The upside of more equity for big financial institutions

This week marks the fifth anniversary of the passage of the Dodd-Frank Wall Street Reform and Consumer Protection Act, the financial reform law that overhauled the U.S. financial system in the wake of the 2008-2009 housing and financial crises. Although key parts of the law have not yet been implemented, the Federal Reserve finalized one key regulation  this past week. The new rule requires large financial institutions deemed “systemically important” to have a higher share of their funding in the form of equity, including shares in the financial institutions, cash on hand, and savings.

Why do regulators want these big financial institutions to be more equity funded? And does this mean that big firms will have less money to lend to businesses and individuals?

First, a point of clarification. When regulations require financial institutions to increase equity funding, this is often described as requiring them to “hold more capital.” That phrasing invokes an image of banks sitting on their reserves instead of lending out that money to the broader economy. But that’s not what’s going on. This new regulation and others like it are concerned with how banks fund themselves, which has ramifications for their stability and the stability of the entire economic system.

Financial institutions, like other businesses, have a choice when they want to fund an investment or asset purchase. They can fund it via equity (selling more stocks, using their own revenue or savings) or via debt (borrowing). The relative mix of equity and debt financing happening across the economy can have significant effects on how economic swings affect economic stability. Basically, more equity financing dampens economic volatility, and more debt amps it up. The same is especially true for financial institutions, as the recent financial crisis demonstrated.

A simple example can help make this point. Say you purchase an asset, such a house or a bunch of shares in a company, and it costs $100,000. You fund that purchase with $20,000 of your own savings (equity) and an $80,000 loan (debt). If the price of the asset goes up by 20 percent to $120,000, then the extra $20,000 goes to the equity. That’s a 100-percent return on your equity investment. But if the price of the asset goes down by 20 percent to $80,000, then your equity is entirely wiped out—a negative 100-percent return.

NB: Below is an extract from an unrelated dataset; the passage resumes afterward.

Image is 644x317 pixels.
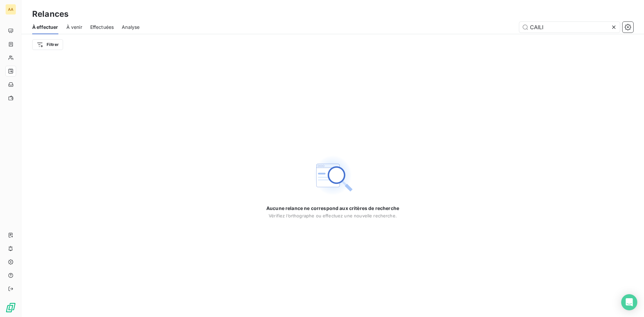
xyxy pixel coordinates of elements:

But what if equity were a higher percentage of your funding, say doubled to $40,000? In this case, only $60,000 in borrowing is required. Then a 20 percent increase in the asset price would still give a return of $20,000 but that’s only a 50 percent return. But a 20 percent decline would still leave $20,000 left in equity. The return would still be negative, but the equity wouldn’t get entirely wiped out.

This example should make clear why individual financial institutions want to finance themselves via debt and why the overall system might be better served by more equity. The positive returns are amplified with debt, but so are the negative ones. It make sense that we’d want big financial institutions whose collapse would imperil the entire system to be more resilient by funding themselves with more equity.

But what would more equity funding for these big financial firms mean for the broader economy? Some research shows that increased equity funding wouldn’t be a drag on bank lending or economic growth. Economists Anat Admati of Stanford University and Martin Hellwig of the Max Planck Institute have done quite a bit of this research and lay out their arguments in their book “The Bankers’ New Clothes

Yet, as the Roosevelt Institute’s Mike Konczal points out on Vox, not all equity is the same. The financial system is complex and so capital comes in a variety of flavors depending upon their level of risk and other factors and can be measured in a myriad of ways. Regulators not just in the United States, but across the globe will have to figure out the right mix of different kinds of equity.

Then there’s the matter of from where these big financial institutions will raise the equity and what the opportunity cost of using equity to “backstop” banks is. But the existing research is persuasive that getting banks to use more equity to fund themselves would lead to a more stable economy benefitting the vast majority of the population.

July 23, 2015

Topics

Credit & Debt

Connect with us!

Explore the Equitable Growth network of experts around the country and get answers to today's most pressing questions!